Michael turned to where the other men were already lifting the crate out of the boot of Harper’s car. It was heavy — they both carried it, two-handed and shuffling, to the boot of the American’s car and placed it inside. Harper waited while the American went round to the rear of the car, gestured for the men to get back in, then bent his head into the boot. There was a crack and a splintering sound as he prised the crate open. He stayed bent into the boot for a few moments, counting, perhaps, moving straw aside? M1 Garands? The Heckler & Koch? Or it could be ammo, more likely with a small delivery — or something specialist, perhaps. After a moment, Michael straightened, lifted his hand to Harper in salute.

First job done. That was pretty easy. Harper got into the passenger seat of his car.

‘Guesthouse now, sir?’ asked his driver, cracking a smile for the first time.

Harper nodded. ‘Guesthouse now.’

For the next few months, he acclimatised. He got used to the blanket of heat that lay over the city at all times of the day and night, the way the closeness of the air made him feel a little nauseous first thing in the morning. He toured the city on a moped, weaving in and out of the traffic on the wide superhighways that carved their way through the shanty towns like a lawnmower scything grass: the Great Leader Soekarno was on a massive building programme, to prove to the world that Jakarta was a modern city, the Paris of the East. He wrote reports for Johnson and Amsterdam on the grip the PKI was exerting in certain districts: anti-Western graffiti was everywhere: KILL CAPITALIST SKUM. He befriended Benni the gangster — and saw his first but not last incident of a man being tortured.

As the antagonism towards foreigners in Jakarta grew, more and more of them left the city, particularly the Americans and the Brits, and he began to understand why Gregor had chosen him.

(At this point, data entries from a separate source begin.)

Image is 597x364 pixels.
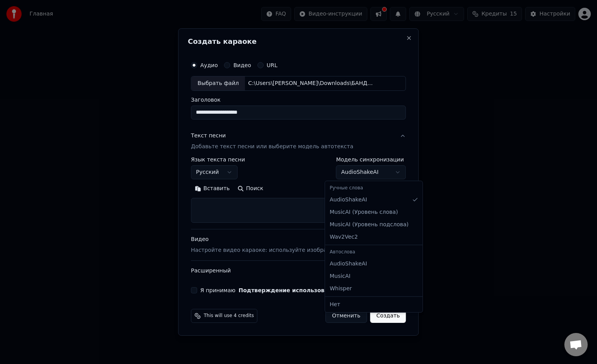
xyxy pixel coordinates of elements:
[326,247,421,258] div: Автослова
[329,300,340,308] span: Нет
[329,233,358,241] span: Wav2Vec2
[329,260,367,268] span: AudioShakeAI
[329,196,367,204] span: AudioShakeAI
[326,183,421,194] div: Ручные слова
[329,221,408,229] span: MusicAI ( Уровень подслова )
[329,285,352,292] span: Whisper
[329,208,398,216] span: MusicAI ( Уровень слова )
[329,272,350,280] span: MusicAI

He bought his clothes at a store next to the guesthouse and let his hair grow for a bit then went to a barber on Jalan Gondangdia who cut it like the local men’s — he had arrived with it too short and neat around his ears, he realised. He worked on his language skills and his mannerisms. When he wasn’t hanging out with Benni’s gang, he took to wandering the streets in a white shirt and sarong. Sometimes, he would spend time squatting by the road alongside other men with mopeds but nothing to do because petrol was so scarce. He joined a couple of demonstrations where he wore a red bandana and shouted slogans but his instructions were clear: observe, join in a bit but don’t get actively involved. Only once did he overstep the mark, caught up in the excitement of one march, when he observed an Australian television crew filming the gang he was with. As they passed, he shook his fist at them and shouted, ‘Lackeys of the British!’ and the young men either side of him took up the shout. The film crew followed them for a few minutes, until two of the young men in Harper’s group detached themselves and went up to the Australians and started shoving them backwards. Harper kept going but glanced back: it was frustrating, always being on the fringe of the action.